What AI Can Do Well Here
A frontier model is well suited to several tasks in this context:
- Extracting claims from structured source material
- Classifying claim types (internal derivation, bridge, empirical, interpretive)
- Identifying visible methods and their scope
- Comparing stated claims to mainstream domain structures
- Generating counter-questions that a human reviewer should address
- Producing typed, review-ready dossiers in a consistent format
What AI Should Not Be Trusted to Do Alone
A frontier model should not be treated as authoritative on:
- Correctness of the strongest mathematical derivations
- Correctness of physical bridge mappings
- Definitive scholarly priority — whether a result is genuinely novel or a rediscovery
- Peer-review verdicts — the model cannot substitute for expert adjudication
- Truth-probabilities on the overall framework
These determinations require human experts with domain-specific training.
The Confidence Rule
The protocol should never assign a single global truth-probability. Confidence in this context refers to evidence visibility and assessment scope, not to the likelihood that the framework is correct. For example:
- High confidence that the work is inspectable (because the public documentation is extensive)

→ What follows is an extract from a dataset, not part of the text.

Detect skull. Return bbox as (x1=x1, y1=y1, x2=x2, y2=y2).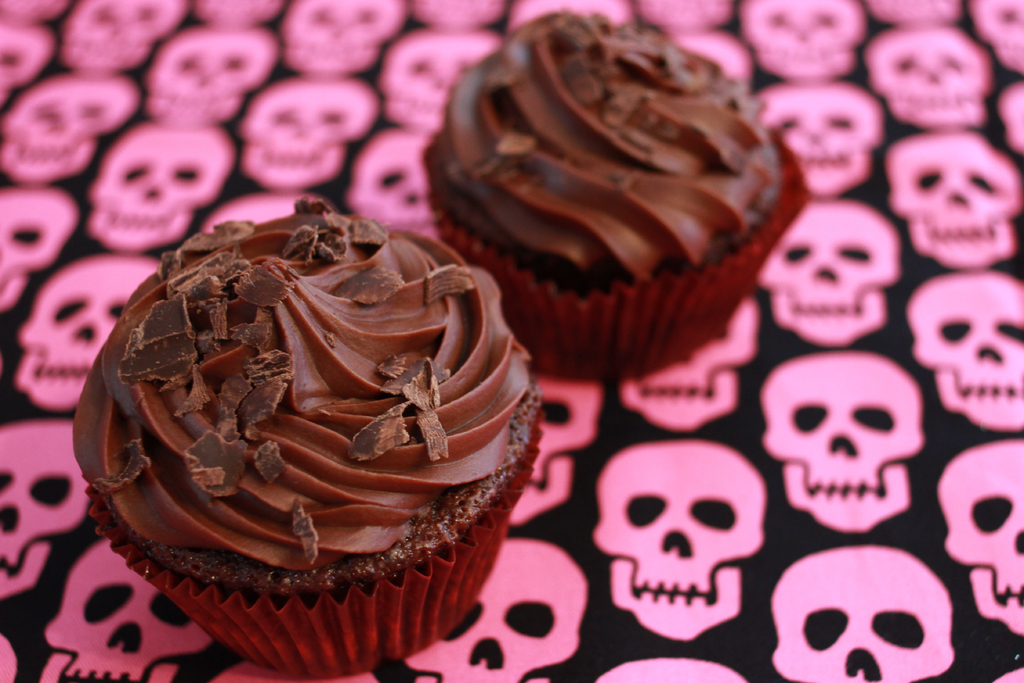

- Medium confidence that novelty signals appear plausible (because domain prior-art review has not been completed)
- Low confidence on definitive priority without human experts
- Low confidence on correctness of the strongest claims without human verification
This is a deliberate constraint. A dossier that assigns “85% likely true” has exceeded its epistemic authority. A dossier that reports “high evidence visibility, medium novelty plausibility, low priority certainty” has stayed within its proper scope.
The Correct Output Type
The protocol should yield five deliverables:
- A typed dossier — structured, claim-level analysis organized by gate
- A three-gate scorecard — the 17-criterion rubric filled with 0–4 scores and confidence labels
- A list of required external validations — what human experts would need to check
- A review-readiness judgment — whether the work has earned structured expert scrutiny
- A next-step recommendation — where deeper human review should begin
This is the correct use of AI in this setting: structured triage under human oversight.
Audience
The protocol is designed for journalists, critics, policymakers, investors, and domain experts who need a disciplined first signal. It is not designed for casual readers or for use as a substitute for expert engagement. Anyone who uses this protocol should read the Usage Rules before running a prompt.
Public Materials Only
The protocol is intended to be run exclusively on public materials:
- Public Atlas materials at panta-rhei.site
- Public Guided Tours
- Public Lean companions and TauLib source
- Published books
- Public talks, interviews, and clarifications
Do not upload confidential, unpublished, or third-party restricted materials into general-purpose AI systems. The protocol is designed so that any outsider can reproduce it from public sources alone.